Despite its aggressive stance, the Little Rock chapter of the NAACP didn't design the plan that eventually desegregated its schools. It was actually the local school board that took action, and they chose Virgil Blossom, the local superintendent, to come up with a plan.
Like people who have argued so much that they can't trust each other, the NAACP and white authorities in the South found it hard to believe that one would ever work in the other's interest. |
The NAACP's reaction to the plan was mixed. Daisy Bates and her husband thought the Blossom Plan would progress too slowly, and they worried that the slow pace was a cover for some alternate plan that would minimize the effect of desegregation. However, most members of the local NAACP wanted to give local leaders a chance, so they approved it.

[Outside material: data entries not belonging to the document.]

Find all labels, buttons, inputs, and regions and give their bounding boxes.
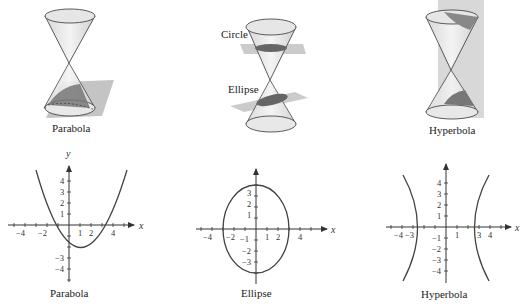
tick: −4: [203, 232, 213, 242]
tick: −2: [432, 244, 441, 254]
tick: −3: [242, 257, 251, 267]
parabola-graph: [8, 166, 134, 282]
tick: 2: [89, 228, 93, 238]
ellipse-graph: [196, 169, 327, 284]
tick: −1: [240, 234, 249, 244]
tick: 3: [437, 189, 441, 199]
tick: 2: [437, 200, 441, 210]
hyperbola-graph: [386, 164, 511, 283]
hyperbola-cone-illustration: [426, 0, 484, 119]
parabola-y-label: y: [65, 148, 71, 159]
tick: −1: [432, 233, 441, 243]
tick: 1: [265, 232, 269, 242]
tick: 2: [276, 232, 280, 242]
ellipse-x-label: x: [330, 224, 336, 235]
tick: −3: [432, 255, 441, 265]
tick: 4: [111, 228, 116, 238]
tick: 1: [78, 228, 82, 238]
tick: −2: [38, 228, 47, 238]
tick: 3: [60, 187, 64, 197]
tick: −3: [405, 230, 414, 240]
tick: 2: [60, 198, 64, 208]
tick: 4: [60, 176, 65, 186]
tick: 4: [298, 232, 303, 242]
tick: −2: [226, 232, 235, 242]
tick: −3: [55, 253, 64, 263]
tick: −4: [432, 266, 442, 276]
hyperbola-graph-caption: Hyperbola: [421, 288, 468, 300]
parabola-cone-illustration: [44, 9, 114, 118]
tick: −2: [242, 246, 251, 256]
tick: 4: [437, 178, 442, 188]
tick: 1: [437, 211, 441, 221]
hyperbola-x-label: x: [514, 222, 520, 233]
parabola-graph-caption: Parabola: [50, 287, 89, 299]
tick: 2: [247, 199, 251, 209]
tick: 1: [455, 230, 459, 240]
parabola-cone-caption: Parabola: [52, 122, 91, 134]
tick: −4: [16, 228, 26, 238]
tick: 3: [247, 188, 251, 198]
tick: 4: [488, 230, 493, 240]
tick: 1: [247, 210, 251, 220]
parabola-x-label: x: [138, 220, 144, 231]
tick: −4: [394, 230, 404, 240]
hyperbola-cone-caption: Hyperbola: [429, 124, 476, 136]
circle-label: Circle: [221, 28, 248, 40]
ellipse-graph-caption: Ellipse: [241, 287, 272, 299]
tick: −4: [55, 264, 65, 274]
ellipse-cone-label: Ellipse: [228, 83, 259, 95]
tick: 3: [477, 230, 481, 240]
tick: 1: [60, 209, 64, 219]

Unfortunately, the suspicions of Lucius and Daisy Bates proved to be correct. After its approval, the Blossom Plan was slightly altered to allow students in the minority at any school to transfer. The school zones were also realigned so that one school would be predominantly black and one would be predominantly white.
The combination of those two moves ensured that all white students at the predominantly black school could transfer to the larger, predominantly white high school. Desegregation would be minimized--a few black students would attend Little Rock Central High School, and that was it.
Question
How would the Blossom Plan's amendment (which allowed white students to transfer out of black schools) weaken the process of desegregation?